Also, could you a bit extend the tech paper on cache contention and on the multiple (and variable number) both consumers and producers, and why you feel Java woulkd need tuples? While it maybe not immediately part of the whitepaper, but since uyou made mentions of those ocncerns, perhaps it would be nice if you express your views more verbosely there, or perhaps give leads ot some follow-up articles.

  1. Why would you feel a queue of values is better than queue of pointers? Won't it increase memory copying necessarily to "insert" and to "grab" the job units, compare to inherently atomic pointer (register-size usualy) operation? Won't it either increase memory use (if a queue slot size been rounded up to next closest 2^N) or complicate address calculation for array[i] access (if slot size is only rounded up to memory alignment granularity)? Granted, the mentioned head and tail variables fo not have to be index variables, as it was implied in the paper, they could be pointers themselves, almost always reducing the array access to mere addition (pointer += slot-size) - yet only in "bare metal" old school languages, not in Java-likes. IOW i fail to see what a benefit you could get from getting tuples into the language unless you also resurrect and reintroduce pointers, with all their dangers. Then, perhaps I can immediately only see one problem with pointer-slots (as contrasted with value-slots and excessive memory copying they seems to enforce): pointer-slots can be smaller than a cache line, like 32-bit pointers/programs on a 64-bit CPU, or a 64-bit CPU with 128-wide cache line. Then two or four "pointer slots" would be in the same cache line leading to the contention of adjacent writer (or readers) anyway. But perhaps this can be avoided by interleaving the ring buffer, or by adding post-pointer slack to the slot size.
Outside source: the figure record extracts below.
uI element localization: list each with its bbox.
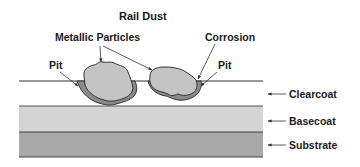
arrow-pit-left: [60, 72, 78, 86]
arrow-corrosion: [198, 44, 215, 79]
title-rail-dust: Rail Dust: [119, 10, 167, 22]
substrate-layer: [19, 132, 263, 157]
arrow-pit-right: [201, 72, 217, 86]
label-corrosion: Corrosion: [205, 31, 255, 43]
label-clearcoat: Clearcoat: [289, 88, 337, 100]
label-basecoat: Basecoat: [289, 115, 336, 127]
label-substrate: Substrate: [289, 139, 338, 151]
rail-dust-diagram: Rail Dust Metallic Particles Corrosion P…: [0, 0, 360, 167]
label-metallic-particles: Metallic Particles: [55, 31, 140, 43]
arrow-particles-to-left: [100, 46, 101, 62]
basecoat-layer: [19, 106, 263, 132]
label-pit-left: Pit: [49, 59, 63, 71]
label-pit-right: Pit: [218, 59, 232, 71]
  2. This is a great observation that a ring would tend to be near-empty or near full. It is obvious, but it is also somehow "hidden in plain sight". Basically you said that any such program/data structure should be mostly optimized for those two edge cases and for easy transitions between them. I guess many "daatflow orchestrators" try to dynamically manage it by rebalancing "consumers" and "producers" (which are class methods or first class functions) in the boundaries of a fixed OS-threads pool (which size is usually derived from hardware threads available, but with Java green-threads maybe your just can not reach those). It would seem to be counter-intuitive to keep a queue configuration fixed, when either N readers or N writers would always be just spinlocking. It would seem to rather to re-configure some OS threads from executing producer-functions to consumer functions or back, when the ring-buffer is approaching those extreme states. But this would probably need a multi-read multi-write buffers, you seem to dislike, or periodically switching the buffer between 1R+MW <-> MR+1W configurations, without loosing data and long delays. Which in the end might be about as "complex program" as MR+MW queues themselves. Or maybe your higher level queues internally could have two rings, configured for 1W+MR and 1R+MW cases, and to quickly switch between those rings? dunno. I just feel uncomfortable thinking i would be confined to ether enforce 1W design or enforce 1R design on every pipeline stage.
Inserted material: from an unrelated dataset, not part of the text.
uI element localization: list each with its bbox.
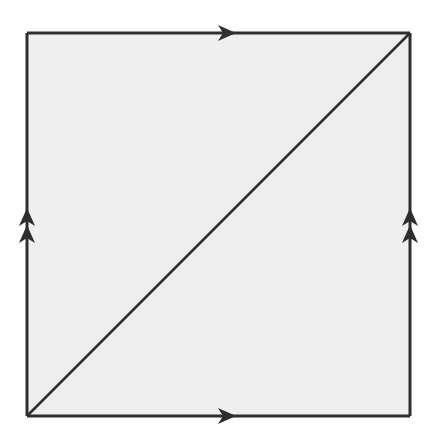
diagram-canvas (0, 0, 435, 440)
  3. However i feel it would be good to see more verbose description of what you meant by "write contention neat tail" or "read contention near head" in the 2.5. The Problems of Queues chapter. Because later you write about the "magic ring buffer" and somehow the cache contention is magically gone! However those variables tail/head/size would be allocated close to one another, probably belonging to the same cache line, and hence suffering from the very same contention! Since you put that much of emphasis on that contention it would feel natural to see chapters 3.2 and 3.3 explaining in details while no cache contention would happen with your invention. But they just avoid the topic it feels. Frankly i believe if tail and head variables get ended in the same cache line - then you have that problematic contention no matter how you would manage the slots themselves. Maybe this is a misconception, then a whitepaper would make good to despell it.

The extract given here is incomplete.